Archaeologists recently discovered 3,500-year-old rhinoceros bone fragments at a Neolithic site called Molapalayam near Coimbatore in Tamil Nadu’s Western Ghats foothills.
The finds include four foot bones—two metacarpals and two carpals—from an Indian one-horned rhinoceros, identified via comparison to reference collections.
Excavations were conducted in 2021 and 2024, led by V. Selvakumar of Tamil University, with analysis by Abhayan G.S. of the University of Kerala.
The site also yielded bones from multiple animal species, indicating a pastoral community that herded cattle, buffalo, goats, sheep, pigs, and dogs, with cut marks indicating regular butchery for food.
The discovery also includes bones of wild animals, including elephant, gaur, leopard, sambar deer, wild boar, nilgai, blackbuck, four-horned antelope, gazelle, chital, antelopes, and wild cats.
This marks the third rhino find in South India, following the discovery of rhino bone fragments in Payyampalli (Tirupattur district in Kerala) and a fossilised skull in Sathankulam (Tuticorin district in Tamil Nadu).
The discovery of rhino bones in Tamil Nadu and Kerala provides key insights into the region’s environmental conditions. The presence of rhinos indicates that expansive grasslands, marshy wetlands, and riverine forests once dominated the region.
It challenges assumptions that Indian rhinos were confined to northern and northeastern grasslands, suggesting a wider prehistoric range across the subcontinent, including Gujarat, Haryana, and Odisha.
In another study, the Birbal Sahni Institute of Palaeosciences used pollen samples from mud beneath wetlands in Kaziranga National Park in Assam, the region currently known for the Indian one-horned rhinoceros.
The study discovered that rhinos were once widely distributed across the Indian subcontinent, but this distribution has since declined markedly since the Holocene.
As northeastern India remained relatively stable climatically and experienced lower human pressure, whereas habitat loss, climate deterioration, and overhunting in the other parts of the country forced rhinoceroses to migrate eastward and eventually concentrate in Kaziranga.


> What is expected
Please return the lines below verbatim, beginning at the one that has "pixels, height=737 pixels." and stopping after the one that has "In order to click", and add no other lines.

> Task input
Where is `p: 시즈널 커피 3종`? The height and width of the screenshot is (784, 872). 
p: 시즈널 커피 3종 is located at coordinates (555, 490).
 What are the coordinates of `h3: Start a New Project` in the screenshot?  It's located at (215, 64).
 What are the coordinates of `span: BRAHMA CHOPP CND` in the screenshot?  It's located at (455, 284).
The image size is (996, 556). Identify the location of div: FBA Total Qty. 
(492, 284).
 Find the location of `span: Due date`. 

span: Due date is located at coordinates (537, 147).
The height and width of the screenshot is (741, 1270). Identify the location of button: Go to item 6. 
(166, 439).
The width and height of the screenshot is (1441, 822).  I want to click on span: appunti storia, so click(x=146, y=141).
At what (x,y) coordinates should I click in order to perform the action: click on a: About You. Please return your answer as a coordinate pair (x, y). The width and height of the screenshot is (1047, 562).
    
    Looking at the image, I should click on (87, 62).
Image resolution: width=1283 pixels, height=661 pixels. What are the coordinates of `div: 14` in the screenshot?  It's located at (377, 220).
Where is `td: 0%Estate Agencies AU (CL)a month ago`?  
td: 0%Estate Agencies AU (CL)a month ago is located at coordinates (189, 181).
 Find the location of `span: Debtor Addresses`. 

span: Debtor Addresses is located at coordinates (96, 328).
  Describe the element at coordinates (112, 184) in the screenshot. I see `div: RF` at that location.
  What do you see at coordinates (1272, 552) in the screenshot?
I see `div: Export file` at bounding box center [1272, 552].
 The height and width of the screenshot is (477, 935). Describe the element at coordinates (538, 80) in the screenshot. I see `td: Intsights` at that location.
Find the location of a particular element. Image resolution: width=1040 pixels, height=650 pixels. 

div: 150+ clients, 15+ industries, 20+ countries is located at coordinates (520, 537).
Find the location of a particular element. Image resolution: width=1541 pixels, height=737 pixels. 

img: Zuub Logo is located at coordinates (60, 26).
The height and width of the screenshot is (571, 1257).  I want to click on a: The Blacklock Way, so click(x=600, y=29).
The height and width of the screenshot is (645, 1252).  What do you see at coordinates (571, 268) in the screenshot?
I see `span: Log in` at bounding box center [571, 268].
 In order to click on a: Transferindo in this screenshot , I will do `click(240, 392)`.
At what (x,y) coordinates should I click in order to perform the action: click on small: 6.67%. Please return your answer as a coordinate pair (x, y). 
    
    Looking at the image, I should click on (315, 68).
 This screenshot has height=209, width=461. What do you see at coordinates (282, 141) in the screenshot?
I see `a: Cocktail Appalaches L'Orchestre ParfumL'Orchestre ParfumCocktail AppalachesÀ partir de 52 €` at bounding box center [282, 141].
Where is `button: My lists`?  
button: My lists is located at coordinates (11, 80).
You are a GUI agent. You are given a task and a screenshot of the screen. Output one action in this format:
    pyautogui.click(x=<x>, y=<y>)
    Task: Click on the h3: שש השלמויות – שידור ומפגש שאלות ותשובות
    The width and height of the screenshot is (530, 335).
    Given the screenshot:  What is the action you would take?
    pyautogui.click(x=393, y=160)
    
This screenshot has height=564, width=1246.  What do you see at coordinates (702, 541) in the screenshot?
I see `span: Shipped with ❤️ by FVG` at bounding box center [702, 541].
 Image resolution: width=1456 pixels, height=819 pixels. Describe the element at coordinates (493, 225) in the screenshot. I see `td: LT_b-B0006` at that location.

> Solution
Find the location of a particular element. Image resolution: width=1541 pixels, height=737 pixels. 

img: Zuub Logo is located at coordinates (60, 26).
The height and width of the screenshot is (571, 1257).  I want to click on a: The Blacklock Way, so click(x=600, y=29).
The height and width of the screenshot is (645, 1252).  What do you see at coordinates (571, 268) in the screenshot?
I see `span: Log in` at bounding box center [571, 268].
 In order to click on a: Transferindo in this screenshot , I will do `click(240, 392)`.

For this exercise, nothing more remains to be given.